At any rate, we made some sandwiches, put the dog in the car, and drove through the leafy streets of town, Nome was in the back seat, hanging his head out the window. All was well. But then we turned onto the unmarked blacktop road that led out to Chris and Anneliese’s and saw the car there, a silver 10)Toyota, engine running, stopped in our lane. As we got closer we saw a woman—girl—coming toward us down the center of the road, her face flushed and her eyes wet with what might have been the effects of overwrought emotion or maybe 11)hay fever, which was 12)endemic here, and we saw a man—boy—perched on the hood of the car, shouting abuse at her retreating back. The term “lovers’ quarrel” came into my head at the very moment the girl lifted her face and Mallory yelled, “Stop!” “It’s a lovers’ quarrel,” I said, ever so slightly depressing the accelerator.“Stop!” Mallory repeated, more insistently this time. The guy was watching us, something like an angry smirk on his face. The girl—she was no more than a hundred feet away now—raised her hand as if to flag us down, and I eased up on the gas, thinking that maybe they were in trouble after all, something wrong with the car, the engine overheating, the fuel gauge on empty. It was hot. Grasshoppers flung themselves at the windshield like yellow hail. All you could smell was tar.
The car slowed to a halt and the girl bent to my window.
“You need help?” I asked.
“He’s such a jerk,” she said, sucking in her breath. “He’s, he’s”—another breath—“I hate him.”
Mallory leaned over me so the girl could see her face. “Is he your—”
“He’s a jerk,” the girl repeated.
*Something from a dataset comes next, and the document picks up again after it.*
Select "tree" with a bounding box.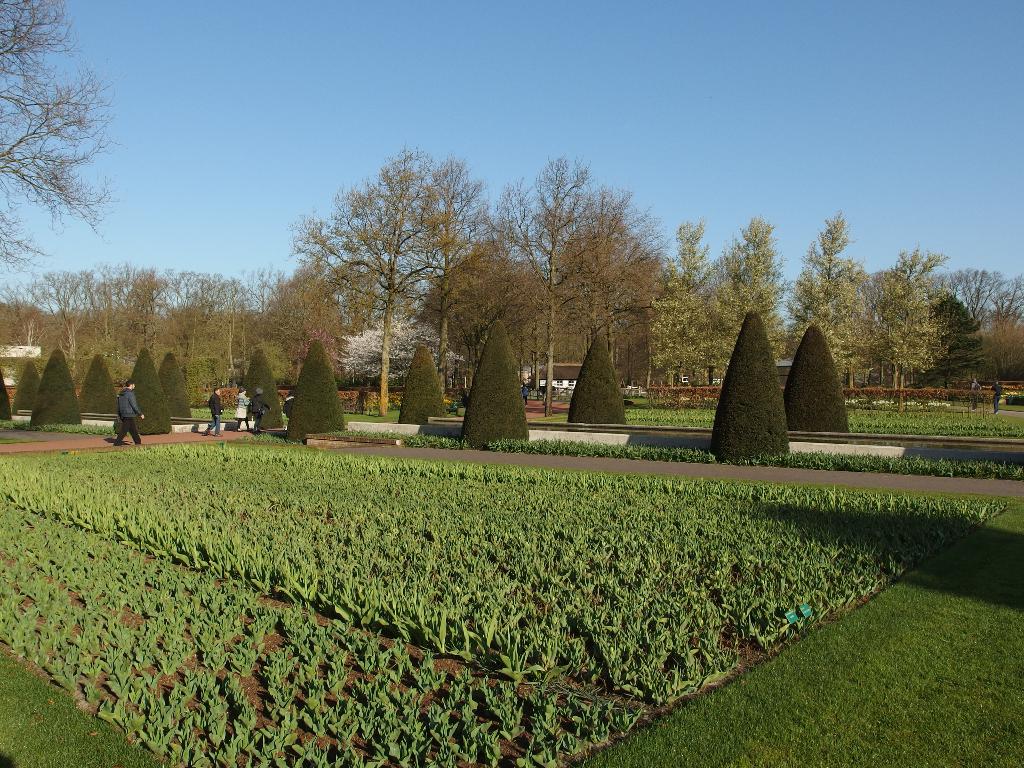
[417,152,497,367].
She was younger than us, late teens, early twenties. She wore her blond hair in braids and she was dressed in a black tank top, cut-off jeans, and pink 13)Crocs. She threw a look at the guy, who was still perched on the hood of the car, then wiped her nose with the back of her hand and began to cry again.
“That’s right,” he shouted. “Cry. Go ahead. And then you can run back to your mommy and daddy like the little retard you are!” He was blond, too, more of a rusty blond, and he had the makings of a reddish beard creeping up into his sideburns. He was wearing a 14)Banksy T-shirt, the one with the rat in sunglasses on it, and it clung to him as if it had been painted on. You could see that he spent time at the gym. A lot of time.
“Get in the car,” Mallory said. “You can come with us—it’ll be all right.”
“It’s between them,” I said, “It’s none of our business.”
“None of our business?” she shot back at me. “She could be abused or, I don’t know, abducted, you ever think of that?” She strained to look around me, as if the girl should be fixed on the blacktop. “Did he hit you, is that it?”
Another sob, sucked back as quickly as it was released. “No. He’s just a jerk, that’s all.”
“Yeah,” he crowed, sliding down off the hood, “you tell them all about it, because you’re Little Miss Perfect, aren’t you? You want to see something? You, I’m talking to you, you in the car.” He raised one arm to show the long red striations there, evidence of what had passed between them. “You want her? You can have her.”